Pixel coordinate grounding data

---

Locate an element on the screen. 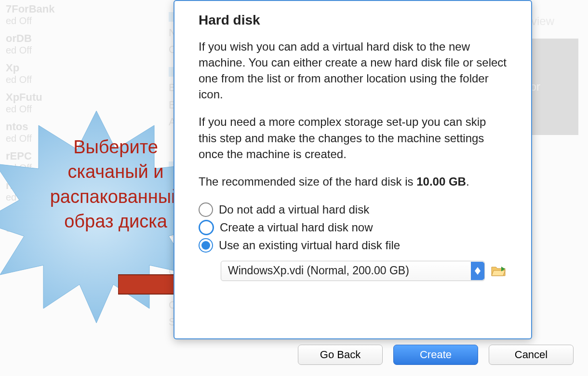 Image resolution: width=588 pixels, height=376 pixels. rec-size-value: 10.00 GB is located at coordinates (441, 181).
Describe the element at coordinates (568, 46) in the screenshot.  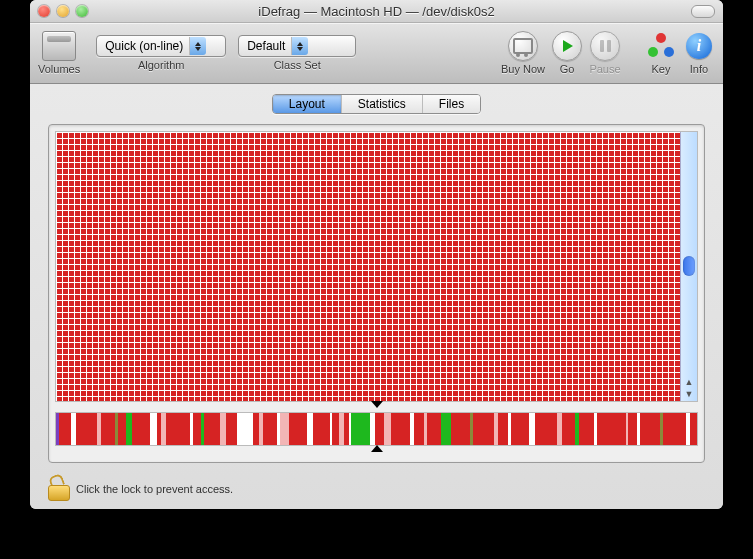
I see `play-icon` at that location.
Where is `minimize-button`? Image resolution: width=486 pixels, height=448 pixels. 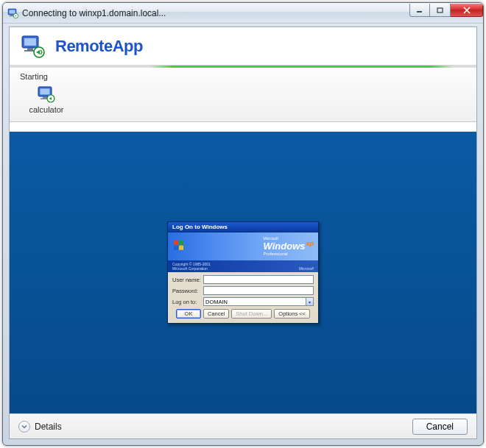
minimize-button is located at coordinates (420, 10).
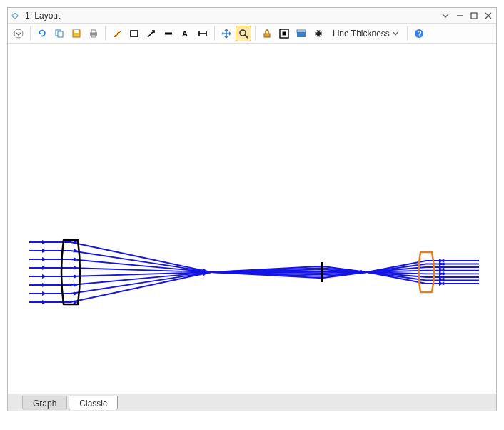 The height and width of the screenshot is (430, 504). I want to click on line-thickness-label: Line Thickness, so click(361, 34).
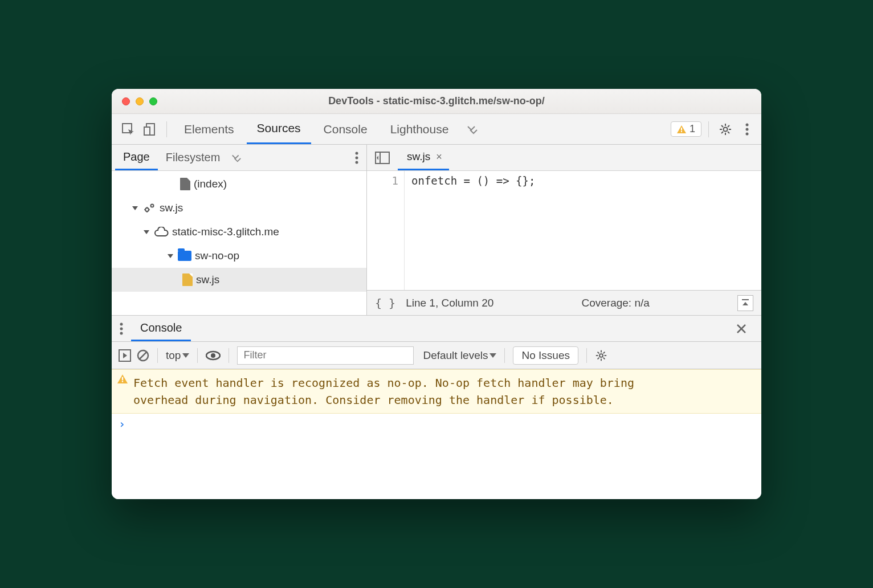 Image resolution: width=873 pixels, height=588 pixels. What do you see at coordinates (418, 157) in the screenshot?
I see `editor-tab-label: sw.js` at bounding box center [418, 157].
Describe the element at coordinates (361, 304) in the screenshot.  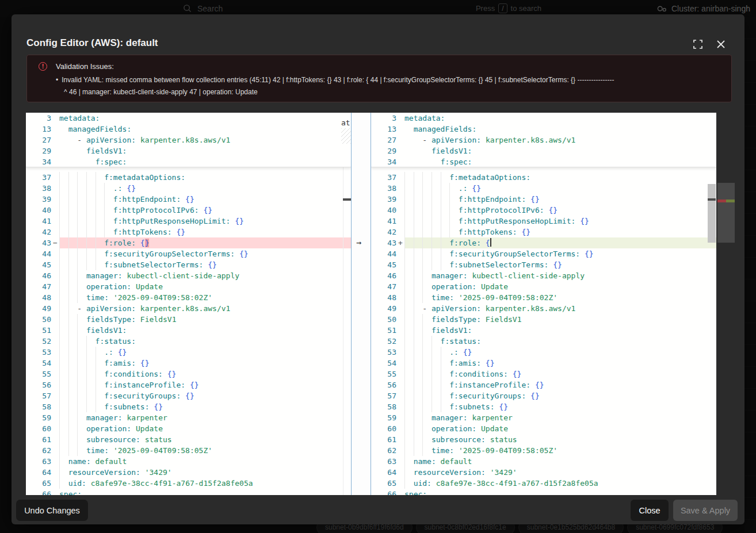
I see `diff-sash: →` at that location.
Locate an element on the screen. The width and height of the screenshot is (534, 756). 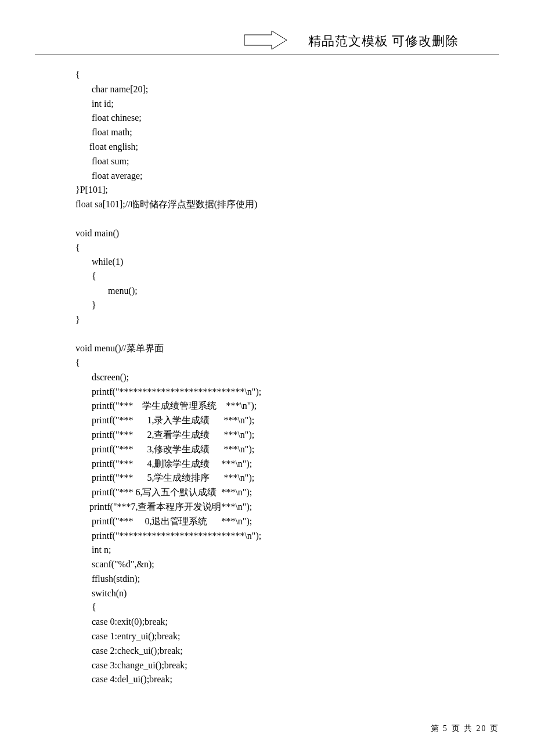
footer-total-pages: 20 is located at coordinates (482, 728).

---

WHAT IS NEEDED
Your copy should hold exactly the lines from the one with "Locate an element on the screen. The" through the final line of the records, both ends included, and no pictures.

RESPONSE AREA
Locate an element on the screen. The width and height of the screenshot is (534, 756). 
footer-total-pages: 20 is located at coordinates (482, 728).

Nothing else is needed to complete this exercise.